The conductor is a rhetor, her audience the orchestra itself; she persuades this collection of distinct subjectivities, who have been practicing to be persuaded in just this way, to function as--to be--one body, even in silence. It is for this reason that he faces them, and largely ignores their audience, though this is a ruse of sorts, designed to convince the orchestra still more of their unity, of the all-encompassing vibrancy of their unity as one subject, and the relative unimportance of their audience.
She is convincing them, like Kierkegaard's Abraham in Fear and Trembling
In this double movement, of course and however, the orchestra executes precisely the will of their absolute--becomes ethical relative to their audience, which desires to witness an improbably unified subjectivity glorying in its submission to wordless transcendence of the ethical, a unity indifferent to the demands or existence of its others.
For those of us who constitute such an audience, this is a satisfying reassurance of the possibility--the reality and even primacy, since it occurs in indifference to our presence--of psychic unity in wordless transcendence, of a return to the extrasymbolic womb (both more symbolic, symbolically hypercharged, and beyond the domain of the symbolic). What matters in this unity is its indifference to the ethical, its absolute permissibility of being. And where better might this be found than in the domain of music, which as Kierkegaard argues (in the Either
The tragedy of the orchestra for its audience is that it is a fantasy, that the subject-permissibility it embodies has been a ruse. Music is not, after all, the erotic--the extrasymbolic real of beings-in-relation--but only the sexual, or at worst the pornographic. It is only another language, after all, though spoken ever so fluidly.
The orchestra's real appeal, however, is that it has worked, not only as an illusion of the primary unity of the subject in wordless transcendence but also as its invocation. The masterfully conducted symphony has been a seance with the spirit of absolute permissibility, departed with our accession into the symbolic order that makes unity thinkable and, in being thinkable, impermissible. This, however, is only visible from behind the orchestra, whose spirit has animated the conductor whose audience it is. The seance has been conducted within the conductor.
But this, too, reaches its conclusion, and the men and women in black and white, and the encores of the orchestra's audience, echo together as the cries of a child who cannot help but be human. Which is to say, cannot help but be impermissible.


— INSTRUCTIONS FOR THE TASK —
Whenever a line in the data holds the string "Open", pull that line out.

(DATA RECORDS)

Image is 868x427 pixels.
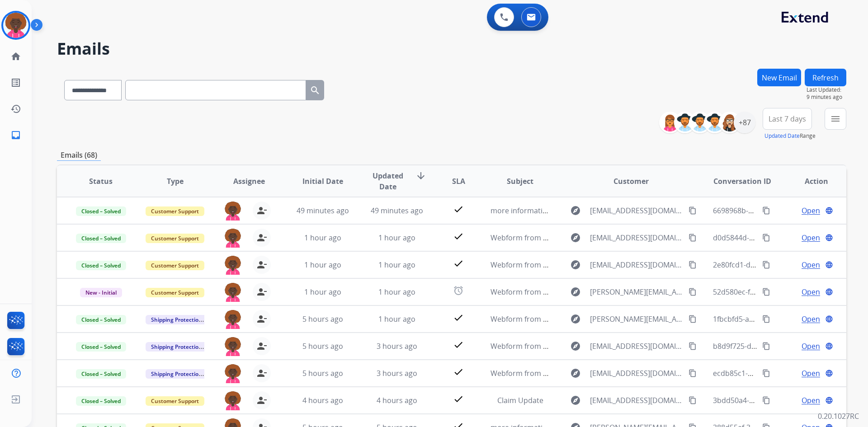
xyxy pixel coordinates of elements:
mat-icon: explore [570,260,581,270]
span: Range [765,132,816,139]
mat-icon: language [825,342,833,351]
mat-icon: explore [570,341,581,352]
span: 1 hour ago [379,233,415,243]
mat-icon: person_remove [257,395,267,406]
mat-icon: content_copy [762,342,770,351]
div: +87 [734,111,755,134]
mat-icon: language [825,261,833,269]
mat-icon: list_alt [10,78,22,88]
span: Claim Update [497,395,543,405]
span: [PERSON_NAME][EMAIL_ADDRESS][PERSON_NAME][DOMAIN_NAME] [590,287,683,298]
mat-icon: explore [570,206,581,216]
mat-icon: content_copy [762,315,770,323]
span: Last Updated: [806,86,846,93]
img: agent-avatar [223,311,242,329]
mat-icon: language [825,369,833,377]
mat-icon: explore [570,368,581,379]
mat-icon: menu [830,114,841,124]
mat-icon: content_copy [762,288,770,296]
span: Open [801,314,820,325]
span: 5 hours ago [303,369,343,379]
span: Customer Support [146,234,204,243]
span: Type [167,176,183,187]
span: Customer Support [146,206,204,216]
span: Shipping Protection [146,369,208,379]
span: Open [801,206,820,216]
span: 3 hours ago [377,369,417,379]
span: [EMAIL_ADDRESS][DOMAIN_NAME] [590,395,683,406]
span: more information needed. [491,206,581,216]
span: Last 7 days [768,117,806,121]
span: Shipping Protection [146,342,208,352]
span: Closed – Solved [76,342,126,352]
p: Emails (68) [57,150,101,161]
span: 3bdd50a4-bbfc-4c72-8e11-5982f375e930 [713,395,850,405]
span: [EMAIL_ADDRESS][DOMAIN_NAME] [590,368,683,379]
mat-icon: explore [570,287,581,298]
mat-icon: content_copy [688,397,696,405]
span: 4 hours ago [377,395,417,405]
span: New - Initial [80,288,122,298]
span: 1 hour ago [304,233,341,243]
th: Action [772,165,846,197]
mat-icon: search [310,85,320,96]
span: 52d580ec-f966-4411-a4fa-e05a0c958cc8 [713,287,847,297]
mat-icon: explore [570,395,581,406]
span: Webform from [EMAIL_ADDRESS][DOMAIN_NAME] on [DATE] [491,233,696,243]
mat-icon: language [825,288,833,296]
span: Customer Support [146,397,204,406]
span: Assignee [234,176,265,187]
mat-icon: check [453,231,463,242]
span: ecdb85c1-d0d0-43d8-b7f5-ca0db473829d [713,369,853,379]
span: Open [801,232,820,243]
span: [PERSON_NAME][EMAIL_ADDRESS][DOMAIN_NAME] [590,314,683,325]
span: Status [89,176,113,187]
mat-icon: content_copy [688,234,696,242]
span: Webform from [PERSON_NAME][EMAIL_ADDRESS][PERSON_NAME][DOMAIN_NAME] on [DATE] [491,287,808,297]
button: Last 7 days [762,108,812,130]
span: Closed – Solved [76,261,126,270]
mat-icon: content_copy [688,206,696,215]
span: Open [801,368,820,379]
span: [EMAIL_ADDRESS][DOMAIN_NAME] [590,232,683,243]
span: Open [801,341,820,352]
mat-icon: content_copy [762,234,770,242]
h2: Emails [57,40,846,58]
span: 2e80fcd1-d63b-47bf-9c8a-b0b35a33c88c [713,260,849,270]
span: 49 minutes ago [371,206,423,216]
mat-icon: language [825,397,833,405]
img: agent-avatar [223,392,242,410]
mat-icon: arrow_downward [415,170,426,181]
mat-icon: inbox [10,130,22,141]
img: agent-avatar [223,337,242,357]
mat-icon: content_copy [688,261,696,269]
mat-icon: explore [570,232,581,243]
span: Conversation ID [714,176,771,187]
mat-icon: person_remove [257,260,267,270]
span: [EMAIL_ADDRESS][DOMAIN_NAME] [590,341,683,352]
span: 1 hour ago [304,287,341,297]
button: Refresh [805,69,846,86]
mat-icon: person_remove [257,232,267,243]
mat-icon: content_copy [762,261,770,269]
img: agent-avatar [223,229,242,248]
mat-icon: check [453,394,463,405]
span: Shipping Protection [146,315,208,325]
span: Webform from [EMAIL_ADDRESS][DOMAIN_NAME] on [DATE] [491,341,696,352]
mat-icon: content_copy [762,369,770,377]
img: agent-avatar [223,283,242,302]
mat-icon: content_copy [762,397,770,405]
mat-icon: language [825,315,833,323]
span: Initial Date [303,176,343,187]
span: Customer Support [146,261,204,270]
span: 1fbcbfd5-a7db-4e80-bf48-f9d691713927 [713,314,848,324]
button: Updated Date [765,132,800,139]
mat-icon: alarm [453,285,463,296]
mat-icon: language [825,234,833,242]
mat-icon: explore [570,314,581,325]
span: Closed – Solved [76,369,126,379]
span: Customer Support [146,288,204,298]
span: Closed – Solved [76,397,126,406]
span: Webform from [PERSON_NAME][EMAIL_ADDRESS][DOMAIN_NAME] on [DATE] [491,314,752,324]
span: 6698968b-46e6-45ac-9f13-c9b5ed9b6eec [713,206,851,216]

(End DATA RECORDS)

— WRITTEN REPLY —
span: Open [801,314,820,325]
span: Open [801,206,820,216]
span: Open [801,232,820,243]
span: Open [801,368,820,379]
span: Open [801,341,820,352]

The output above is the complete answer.